Feb. 17, 2015 – “Abe’s View of History Clouds U.S.-Japan Ties” (WSJ)
“Prime Minister Shinzo Abe ’s view of the past is the biggest cloud hanging over the future of U.S.-Japan ties, according to U.S. lawmakers visiting Tokyo this week…”
“Prime Minister Shinzo Abe ’s view of the past is the biggest cloud hanging over the future of U.S.-Japan ties, according to U.S. lawmakers visiting Tokyo this week…”
By Jeff Kingston, director of Asian Studies, Temple University Japan “Global understanding does not come cheaply. Prime Minister Shinzo Abe’s government has budgeted ¥70 billion — yes, that’s more than $500 million — to help get the word out about…

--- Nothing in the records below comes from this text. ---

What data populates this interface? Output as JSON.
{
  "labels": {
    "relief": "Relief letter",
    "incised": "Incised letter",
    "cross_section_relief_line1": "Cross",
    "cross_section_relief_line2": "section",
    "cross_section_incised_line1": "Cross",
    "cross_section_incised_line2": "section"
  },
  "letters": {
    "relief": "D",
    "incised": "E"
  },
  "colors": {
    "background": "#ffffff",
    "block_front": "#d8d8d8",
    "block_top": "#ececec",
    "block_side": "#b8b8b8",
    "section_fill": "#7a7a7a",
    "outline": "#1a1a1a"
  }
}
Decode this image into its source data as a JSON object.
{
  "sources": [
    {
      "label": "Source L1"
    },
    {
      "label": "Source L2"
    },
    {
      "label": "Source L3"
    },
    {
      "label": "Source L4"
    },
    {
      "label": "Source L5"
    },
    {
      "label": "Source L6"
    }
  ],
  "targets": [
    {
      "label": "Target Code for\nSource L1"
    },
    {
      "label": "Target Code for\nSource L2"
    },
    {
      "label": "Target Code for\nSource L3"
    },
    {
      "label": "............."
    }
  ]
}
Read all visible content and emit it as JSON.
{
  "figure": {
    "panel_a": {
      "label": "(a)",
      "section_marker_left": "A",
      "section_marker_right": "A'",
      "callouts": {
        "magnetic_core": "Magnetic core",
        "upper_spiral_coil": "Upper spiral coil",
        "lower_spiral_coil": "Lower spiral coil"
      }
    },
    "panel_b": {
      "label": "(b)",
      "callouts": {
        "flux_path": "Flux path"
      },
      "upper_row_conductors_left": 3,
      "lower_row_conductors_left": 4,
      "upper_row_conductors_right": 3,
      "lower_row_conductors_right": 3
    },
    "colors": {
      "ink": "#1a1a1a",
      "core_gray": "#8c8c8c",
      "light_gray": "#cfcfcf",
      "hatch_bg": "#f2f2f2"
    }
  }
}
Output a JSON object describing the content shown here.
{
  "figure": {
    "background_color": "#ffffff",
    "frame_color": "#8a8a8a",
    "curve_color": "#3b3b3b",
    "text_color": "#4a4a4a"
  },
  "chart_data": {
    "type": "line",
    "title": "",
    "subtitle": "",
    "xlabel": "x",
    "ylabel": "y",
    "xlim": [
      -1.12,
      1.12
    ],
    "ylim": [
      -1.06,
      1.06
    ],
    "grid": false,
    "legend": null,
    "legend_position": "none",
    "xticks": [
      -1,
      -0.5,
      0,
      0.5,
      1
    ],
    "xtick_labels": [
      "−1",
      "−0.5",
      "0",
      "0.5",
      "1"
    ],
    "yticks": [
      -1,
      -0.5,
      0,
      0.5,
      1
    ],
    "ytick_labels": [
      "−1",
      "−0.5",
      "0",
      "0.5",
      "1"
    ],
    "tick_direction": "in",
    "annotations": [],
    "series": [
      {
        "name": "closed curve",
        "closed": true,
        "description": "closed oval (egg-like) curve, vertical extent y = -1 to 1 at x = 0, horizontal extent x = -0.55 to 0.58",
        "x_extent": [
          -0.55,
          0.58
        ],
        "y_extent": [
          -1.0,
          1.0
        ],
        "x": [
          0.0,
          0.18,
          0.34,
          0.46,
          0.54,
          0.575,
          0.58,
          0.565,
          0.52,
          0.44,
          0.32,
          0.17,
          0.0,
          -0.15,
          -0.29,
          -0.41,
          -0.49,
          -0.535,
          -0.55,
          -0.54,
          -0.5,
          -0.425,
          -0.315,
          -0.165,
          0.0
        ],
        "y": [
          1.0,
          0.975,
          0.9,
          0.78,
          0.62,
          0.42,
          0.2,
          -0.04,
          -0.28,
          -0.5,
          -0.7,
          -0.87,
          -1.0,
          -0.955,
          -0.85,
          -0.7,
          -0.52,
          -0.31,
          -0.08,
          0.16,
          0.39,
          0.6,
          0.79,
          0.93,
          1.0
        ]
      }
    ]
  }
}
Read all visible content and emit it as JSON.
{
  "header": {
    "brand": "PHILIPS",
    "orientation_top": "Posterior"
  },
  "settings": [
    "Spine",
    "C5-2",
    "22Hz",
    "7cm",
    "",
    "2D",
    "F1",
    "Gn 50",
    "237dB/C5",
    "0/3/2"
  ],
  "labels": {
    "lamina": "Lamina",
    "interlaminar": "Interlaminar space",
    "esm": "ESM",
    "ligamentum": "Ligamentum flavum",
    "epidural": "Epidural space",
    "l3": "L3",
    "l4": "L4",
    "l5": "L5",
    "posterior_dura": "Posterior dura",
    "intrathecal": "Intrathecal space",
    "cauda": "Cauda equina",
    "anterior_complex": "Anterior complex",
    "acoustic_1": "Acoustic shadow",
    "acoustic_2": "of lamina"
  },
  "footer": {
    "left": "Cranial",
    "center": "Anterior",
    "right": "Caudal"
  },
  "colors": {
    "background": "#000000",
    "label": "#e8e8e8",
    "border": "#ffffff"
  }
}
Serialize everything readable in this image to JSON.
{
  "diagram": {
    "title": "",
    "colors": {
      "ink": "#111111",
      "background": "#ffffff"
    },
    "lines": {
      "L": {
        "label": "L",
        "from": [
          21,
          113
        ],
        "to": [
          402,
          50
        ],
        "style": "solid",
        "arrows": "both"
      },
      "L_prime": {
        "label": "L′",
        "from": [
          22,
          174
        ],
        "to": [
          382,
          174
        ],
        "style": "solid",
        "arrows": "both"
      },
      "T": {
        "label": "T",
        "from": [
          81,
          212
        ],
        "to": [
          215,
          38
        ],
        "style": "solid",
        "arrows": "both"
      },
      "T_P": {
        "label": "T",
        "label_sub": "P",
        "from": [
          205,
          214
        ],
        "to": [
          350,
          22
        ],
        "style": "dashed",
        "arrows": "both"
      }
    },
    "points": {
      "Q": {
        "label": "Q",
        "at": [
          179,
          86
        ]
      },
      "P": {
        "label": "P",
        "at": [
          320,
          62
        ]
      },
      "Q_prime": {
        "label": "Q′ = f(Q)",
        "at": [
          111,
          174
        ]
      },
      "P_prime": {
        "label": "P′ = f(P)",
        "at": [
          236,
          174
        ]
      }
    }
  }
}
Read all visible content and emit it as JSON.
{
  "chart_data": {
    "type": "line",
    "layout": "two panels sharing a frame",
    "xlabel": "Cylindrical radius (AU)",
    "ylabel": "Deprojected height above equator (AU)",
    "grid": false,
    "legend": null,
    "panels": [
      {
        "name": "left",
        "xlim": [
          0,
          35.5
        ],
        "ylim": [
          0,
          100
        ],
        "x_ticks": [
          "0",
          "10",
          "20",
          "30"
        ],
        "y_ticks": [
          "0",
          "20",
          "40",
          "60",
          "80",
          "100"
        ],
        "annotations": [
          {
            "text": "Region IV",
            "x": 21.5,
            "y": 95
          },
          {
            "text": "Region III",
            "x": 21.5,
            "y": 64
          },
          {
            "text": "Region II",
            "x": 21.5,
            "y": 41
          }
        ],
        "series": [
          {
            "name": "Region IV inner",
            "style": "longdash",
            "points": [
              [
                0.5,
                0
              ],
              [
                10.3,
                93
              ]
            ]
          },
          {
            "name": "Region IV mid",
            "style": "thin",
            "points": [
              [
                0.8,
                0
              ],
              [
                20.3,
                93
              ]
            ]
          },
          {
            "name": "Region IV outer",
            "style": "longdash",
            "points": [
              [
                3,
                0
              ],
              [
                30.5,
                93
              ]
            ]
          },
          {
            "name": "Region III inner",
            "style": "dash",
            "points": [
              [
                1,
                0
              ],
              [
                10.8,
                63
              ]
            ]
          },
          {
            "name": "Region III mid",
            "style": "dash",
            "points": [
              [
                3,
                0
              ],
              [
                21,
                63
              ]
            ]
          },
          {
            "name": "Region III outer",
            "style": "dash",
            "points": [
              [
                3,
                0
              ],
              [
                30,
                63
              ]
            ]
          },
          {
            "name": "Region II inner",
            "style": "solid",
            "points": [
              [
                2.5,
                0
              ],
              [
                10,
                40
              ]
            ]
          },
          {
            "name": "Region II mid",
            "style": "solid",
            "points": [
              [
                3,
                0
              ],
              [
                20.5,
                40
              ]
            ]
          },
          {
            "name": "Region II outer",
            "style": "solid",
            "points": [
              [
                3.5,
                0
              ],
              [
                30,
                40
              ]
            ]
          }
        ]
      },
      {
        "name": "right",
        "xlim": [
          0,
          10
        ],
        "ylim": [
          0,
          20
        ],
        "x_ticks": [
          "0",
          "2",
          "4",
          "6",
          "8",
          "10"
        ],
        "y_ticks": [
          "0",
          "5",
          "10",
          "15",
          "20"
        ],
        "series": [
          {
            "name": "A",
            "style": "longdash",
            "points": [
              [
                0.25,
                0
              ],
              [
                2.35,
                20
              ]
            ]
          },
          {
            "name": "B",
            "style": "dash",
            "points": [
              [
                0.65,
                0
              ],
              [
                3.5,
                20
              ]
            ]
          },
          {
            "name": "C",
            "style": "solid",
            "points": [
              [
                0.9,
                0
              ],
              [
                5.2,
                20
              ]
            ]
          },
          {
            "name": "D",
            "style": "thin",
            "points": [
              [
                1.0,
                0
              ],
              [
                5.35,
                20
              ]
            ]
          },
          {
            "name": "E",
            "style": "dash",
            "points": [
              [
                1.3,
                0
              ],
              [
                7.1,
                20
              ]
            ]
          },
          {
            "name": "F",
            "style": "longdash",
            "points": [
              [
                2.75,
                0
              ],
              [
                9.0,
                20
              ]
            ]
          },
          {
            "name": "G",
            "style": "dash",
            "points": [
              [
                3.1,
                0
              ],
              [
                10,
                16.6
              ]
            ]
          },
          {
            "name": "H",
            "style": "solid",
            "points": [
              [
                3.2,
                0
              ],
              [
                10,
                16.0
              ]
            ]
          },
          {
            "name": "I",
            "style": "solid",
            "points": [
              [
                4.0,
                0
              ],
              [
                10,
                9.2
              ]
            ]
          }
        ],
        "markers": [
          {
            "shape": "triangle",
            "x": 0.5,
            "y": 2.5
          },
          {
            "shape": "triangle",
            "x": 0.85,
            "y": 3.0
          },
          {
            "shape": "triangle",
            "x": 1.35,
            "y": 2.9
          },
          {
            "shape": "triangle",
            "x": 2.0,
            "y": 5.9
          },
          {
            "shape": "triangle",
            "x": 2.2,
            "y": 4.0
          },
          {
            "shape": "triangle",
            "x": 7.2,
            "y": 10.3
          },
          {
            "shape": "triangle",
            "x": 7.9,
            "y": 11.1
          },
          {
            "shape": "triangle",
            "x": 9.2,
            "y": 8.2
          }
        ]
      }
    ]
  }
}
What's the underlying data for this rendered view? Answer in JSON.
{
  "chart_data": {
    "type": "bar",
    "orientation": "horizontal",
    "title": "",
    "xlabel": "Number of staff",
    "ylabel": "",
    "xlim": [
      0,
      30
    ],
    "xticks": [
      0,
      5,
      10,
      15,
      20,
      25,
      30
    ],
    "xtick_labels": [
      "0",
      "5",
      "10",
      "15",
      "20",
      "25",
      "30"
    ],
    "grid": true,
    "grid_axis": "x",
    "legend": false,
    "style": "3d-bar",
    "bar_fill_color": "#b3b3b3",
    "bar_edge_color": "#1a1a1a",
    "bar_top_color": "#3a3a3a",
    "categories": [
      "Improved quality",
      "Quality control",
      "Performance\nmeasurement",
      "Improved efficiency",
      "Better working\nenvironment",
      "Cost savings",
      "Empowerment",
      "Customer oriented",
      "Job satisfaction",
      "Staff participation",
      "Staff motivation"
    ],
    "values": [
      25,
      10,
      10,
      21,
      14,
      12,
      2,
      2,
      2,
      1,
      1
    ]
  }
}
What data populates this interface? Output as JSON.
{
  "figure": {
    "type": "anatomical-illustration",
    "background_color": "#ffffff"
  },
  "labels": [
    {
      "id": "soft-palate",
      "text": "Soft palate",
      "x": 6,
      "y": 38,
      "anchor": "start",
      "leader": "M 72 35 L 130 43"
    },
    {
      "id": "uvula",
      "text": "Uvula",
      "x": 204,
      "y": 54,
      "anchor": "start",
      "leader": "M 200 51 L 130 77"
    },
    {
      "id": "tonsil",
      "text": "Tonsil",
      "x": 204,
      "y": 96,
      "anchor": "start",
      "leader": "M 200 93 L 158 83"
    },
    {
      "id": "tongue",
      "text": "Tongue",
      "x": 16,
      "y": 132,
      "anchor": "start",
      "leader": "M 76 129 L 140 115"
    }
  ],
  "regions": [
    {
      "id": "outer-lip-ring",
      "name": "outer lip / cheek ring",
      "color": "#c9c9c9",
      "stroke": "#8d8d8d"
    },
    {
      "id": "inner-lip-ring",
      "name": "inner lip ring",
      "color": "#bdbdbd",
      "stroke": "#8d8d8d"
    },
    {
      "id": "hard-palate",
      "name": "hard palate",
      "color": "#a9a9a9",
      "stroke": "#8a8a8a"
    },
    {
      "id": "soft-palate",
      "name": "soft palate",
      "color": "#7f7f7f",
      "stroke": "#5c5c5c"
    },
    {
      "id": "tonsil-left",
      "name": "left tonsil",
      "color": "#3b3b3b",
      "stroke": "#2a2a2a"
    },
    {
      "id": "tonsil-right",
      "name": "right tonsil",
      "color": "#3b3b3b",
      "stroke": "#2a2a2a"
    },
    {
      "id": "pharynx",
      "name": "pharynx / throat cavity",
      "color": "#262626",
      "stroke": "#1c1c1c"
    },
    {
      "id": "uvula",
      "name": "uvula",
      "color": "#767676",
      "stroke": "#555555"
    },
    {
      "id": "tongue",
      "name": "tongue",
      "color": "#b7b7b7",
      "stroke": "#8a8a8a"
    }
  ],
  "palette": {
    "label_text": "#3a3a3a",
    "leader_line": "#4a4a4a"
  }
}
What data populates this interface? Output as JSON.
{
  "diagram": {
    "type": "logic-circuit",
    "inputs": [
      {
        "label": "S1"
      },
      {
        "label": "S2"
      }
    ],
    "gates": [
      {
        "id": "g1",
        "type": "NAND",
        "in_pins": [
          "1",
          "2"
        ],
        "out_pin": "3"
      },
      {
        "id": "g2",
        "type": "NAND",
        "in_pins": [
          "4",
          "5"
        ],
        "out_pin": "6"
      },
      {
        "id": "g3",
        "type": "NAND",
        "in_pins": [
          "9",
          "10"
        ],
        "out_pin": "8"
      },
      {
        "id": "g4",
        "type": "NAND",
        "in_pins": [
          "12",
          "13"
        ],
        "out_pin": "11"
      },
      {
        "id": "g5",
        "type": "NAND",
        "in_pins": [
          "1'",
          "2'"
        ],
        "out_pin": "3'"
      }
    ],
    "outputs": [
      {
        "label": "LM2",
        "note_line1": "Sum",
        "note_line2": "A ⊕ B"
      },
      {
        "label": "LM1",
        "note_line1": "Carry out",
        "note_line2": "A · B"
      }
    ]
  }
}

19 U.S.-based Historians, members of the American Historical Association, issued a collective statement entitled “Standing with Historians of Japan,” strongly condemning PM Abe’s recent efforts to revise depictions of ‘comfort women’ in a history textbook published by McGraw-Hill (“Tradition & Encounters:…
“A 17-year-old Korean girl tortured to death for opposing Japanese colonial rulers nearly a century ago has become the latest touchstone of the nationalism that is shadowing Asia’s economic rise… Textbooks have become part of the front line in East Asia’s…
Analysis of current “recrudescence of self-righteous nationalism under PM Abe Shinzo,” by Jeff Kingston (Director of Asian Studies at Temple University Japan) and other scholars.
Article from the New York Times, October 12, 2014: By Michael Fitzpatrick TOKYO — Japan’s simultaneous embrace of nationalism and cosmopolitanism is generating ambiguous signals from its education policy makers. They are rewriting textbooks along what they call “patriotic” lines, alienating…
This article in the Japan Daily Press looks how textbooks will likely change to reflect the Japanese government’s position on territorial disputes.
A Shifting View of Japanese History – This New York Times article compares excerpts from two Japanese Textbooks – Tokyo Shoseki (the most popular ninth grade text) and Ikuhosha (a conservative text)
In Textbook Fight, Japan Leaders Seek to Recast History – This New York Times article explores Japanese Prime Minister Abe’s renewed efforts to change history textbooks and increase patriotism.